Tuesday, July 19, 2011

Words including the word "Byron"

Boarding the bus after work - ; I think that's right. One boards a bus. I recognized looking forward to reading more of Byron's Don Juan - and, Why?

The pleasure of reading Byron's Don Juan is at least two-fold. Fold number 1 is the story, or what happens next. Fold No. II is in Byron's digressions and ongoing moments where he reveals the tastes, impressions, and biases of the author composing Don Juan. There is no telling when these digressions will occur or where they will take us. The liner notes are scarcely more informative than the bald text of Byron's sarcasms toward Wordsworth, or the former Lady Byron, or a tutor he fell out with as a boy, or English politics, and on and on.

I say at least two-fold as perhaps there is more going on here, which is Byron revealing what the Byron wants to read Byron revealing, or la di da. But I doubt it. Byron was self-admittedly a fluid, prolific writer. It shows, in near identical rhymes in proximate stanzas, in close then distant adherence to the form (ottava rima). The wit is at turns linear - getting off a good crack - or sublime (a rhyme that lights the page). Whatever third or more aspect of the text there might be would result more as an accident of the reader than an owing to an effort by the author. And so. We. Move on.

You can be a different writer than Byron, but I don't think you could make better choices being the writer Byron was.

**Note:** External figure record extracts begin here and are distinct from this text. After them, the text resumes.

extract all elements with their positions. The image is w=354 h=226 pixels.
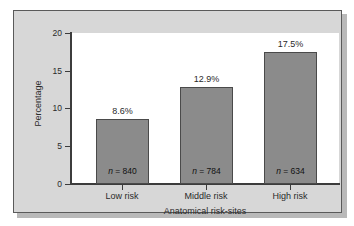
x-tick-label-middle-risk: Middle risk	[166, 192, 246, 201]
y-tick-mark-15	[65, 71, 70, 72]
chart-panel: 20 15 10 5 0 Percentage 8.6% 12.9% 17.5%…	[13, 10, 342, 213]
n-separator-high-risk: =	[281, 166, 291, 176]
y-tick-wrap-0: 0	[14, 184, 62, 185]
bar-n-label-low-risk: n = 840	[96, 167, 149, 176]
x-tick-mark-low-risk	[122, 185, 123, 190]
y-tick-mark-5	[65, 146, 70, 147]
n-separator-low-risk: =	[113, 166, 123, 176]
y-tick-mark-10	[65, 108, 70, 109]
y-tick-label-20: 20	[16, 29, 62, 38]
x-tick-label-high-risk: High risk	[250, 192, 330, 201]
x-tick-mark-middle-risk	[206, 185, 207, 190]
bar-value-label-low-risk: 8.6%	[96, 107, 149, 116]
bar-n-label-high-risk: n = 634	[264, 167, 317, 176]
n-separator-middle-risk: =	[197, 166, 207, 176]
bar-n-label-middle-risk: n = 784	[180, 167, 233, 176]
n-count-low-risk: 840	[123, 166, 137, 176]
y-tick-label-0: 0	[16, 180, 62, 189]
n-count-middle-risk: 784	[207, 166, 221, 176]
bar-value-label-high-risk: 17.5%	[264, 40, 317, 49]
y-axis-title: Percentage	[34, 56, 43, 152]
x-tick-label-low-risk: Low risk	[82, 192, 162, 201]
bar-value-label-middle-risk: 12.9%	[180, 75, 233, 84]
figure-container: 20 15 10 5 0 Percentage 8.6% 12.9% 17.5%…	[0, 0, 354, 226]
y-tick-wrap-20: 20	[14, 33, 62, 34]
y-tick-mark-0	[65, 184, 70, 185]
x-tick-mark-high-risk	[290, 185, 291, 190]
n-count-high-risk: 634	[291, 166, 305, 176]
bar-high-risk	[264, 52, 317, 184]
x-axis-title: Anatomical risk-sites	[71, 207, 339, 216]
y-tick-mark-20	[65, 33, 70, 34]
y-axis-line	[70, 32, 72, 185]
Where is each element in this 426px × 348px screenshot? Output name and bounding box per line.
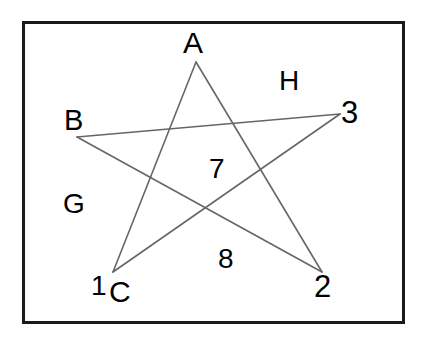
- label-8: 8: [218, 245, 234, 273]
- label-2: 2: [314, 271, 331, 302]
- label-C: C: [109, 277, 131, 307]
- label-7: 7: [209, 155, 225, 183]
- label-H: H: [279, 67, 299, 95]
- label-1: 1: [91, 272, 107, 300]
- label-G: G: [63, 190, 85, 218]
- label-B: B: [64, 106, 83, 135]
- figure-canvas: A B 3 1 C 2 7 8 G H: [0, 0, 426, 348]
- label-A: A: [183, 28, 203, 58]
- label-3: 3: [341, 97, 358, 128]
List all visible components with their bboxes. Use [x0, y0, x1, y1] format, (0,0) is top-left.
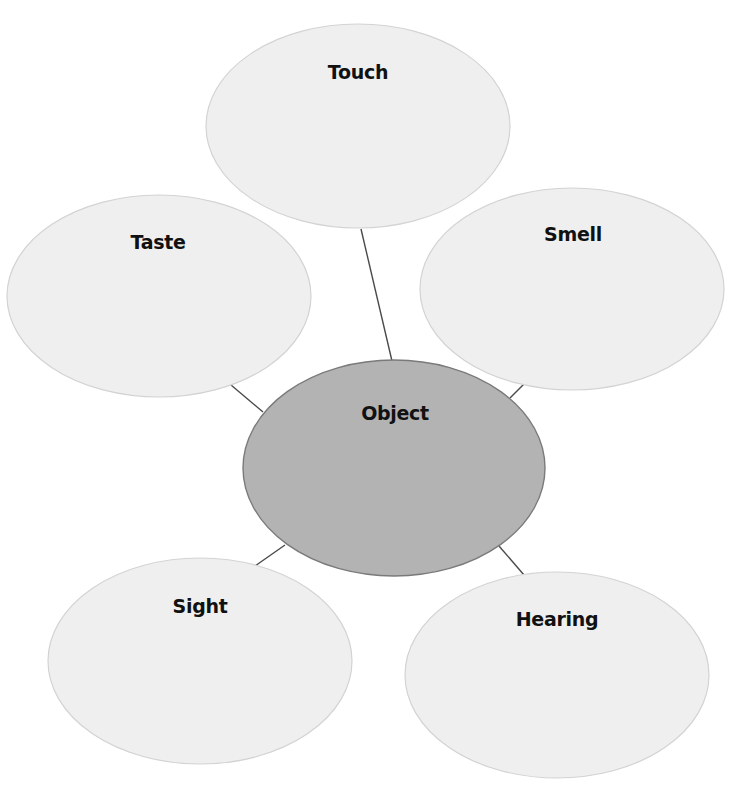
- smell-bubble[interactable]: [420, 188, 724, 390]
- touch-bubble[interactable]: [206, 24, 510, 228]
- sight-label: Sight: [173, 595, 228, 617]
- node-taste[interactable]: Taste: [7, 195, 311, 397]
- taste-bubble[interactable]: [7, 195, 311, 397]
- node-touch[interactable]: Touch: [206, 24, 510, 228]
- connector-smell-object: [510, 384, 524, 398]
- connector-sight-object: [255, 545, 285, 566]
- object-label: Object: [361, 402, 429, 424]
- senses-concept-web: Touch Taste Smell Sight Hearing Object: [0, 0, 733, 797]
- object-bubble[interactable]: [243, 360, 545, 576]
- connector-hearing-object: [499, 546, 524, 575]
- node-smell[interactable]: Smell: [420, 188, 724, 390]
- hearing-label: Hearing: [516, 608, 599, 630]
- sight-bubble[interactable]: [48, 558, 352, 764]
- smell-label: Smell: [544, 223, 602, 245]
- connector-taste-object: [231, 385, 263, 412]
- hearing-bubble[interactable]: [405, 572, 709, 778]
- node-hearing[interactable]: Hearing: [405, 572, 709, 778]
- taste-label: Taste: [130, 231, 185, 253]
- connector-touch-object: [361, 229, 392, 361]
- node-sight[interactable]: Sight: [48, 558, 352, 764]
- node-object-center[interactable]: Object: [243, 360, 545, 576]
- touch-label: Touch: [328, 61, 388, 83]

It took me until now to really get around to him, and what a tremendous surprise it has been. Some of my favorite authors are 18th Century English - Swift and Richardson foremost - and here, here as I see it is the last of the great 18th Century writers, cast all over with Romantic concerns, especially those of the political variety. I don't know another English writer that posits George Washington in such a glowing aspect. But then Byron was a perfect reader for his own interests (which I think every good poet is once you scratch the surface, or not even). For instance, he put Moore, Campbell and Crabbe ahead of Wordsworth and Coleridge; was sure that "posterity" would decide likewise.

Well, who cares, is the point. He had the guts to read his own poems and those of his friends side by side with Pope's and say, Pope had it right.

Do we do something like?

If you are interested, or even if you aren't - I am reading a Norton Critical Edition. The translation from when English was King is quite fair, I think.

1 comment:

rodney k said...

Patrick,

I heart Don Juan! The old canard that English just doesn't rhyme as easily as the Romance languages do sort of go out the window as he effortlessly tosses off ottava after rima. I'll see if I can dig my old Norton up.

Whose "our" Pope, I wonder, to hold up our Wordsworths and Coleridges to? & who even are they?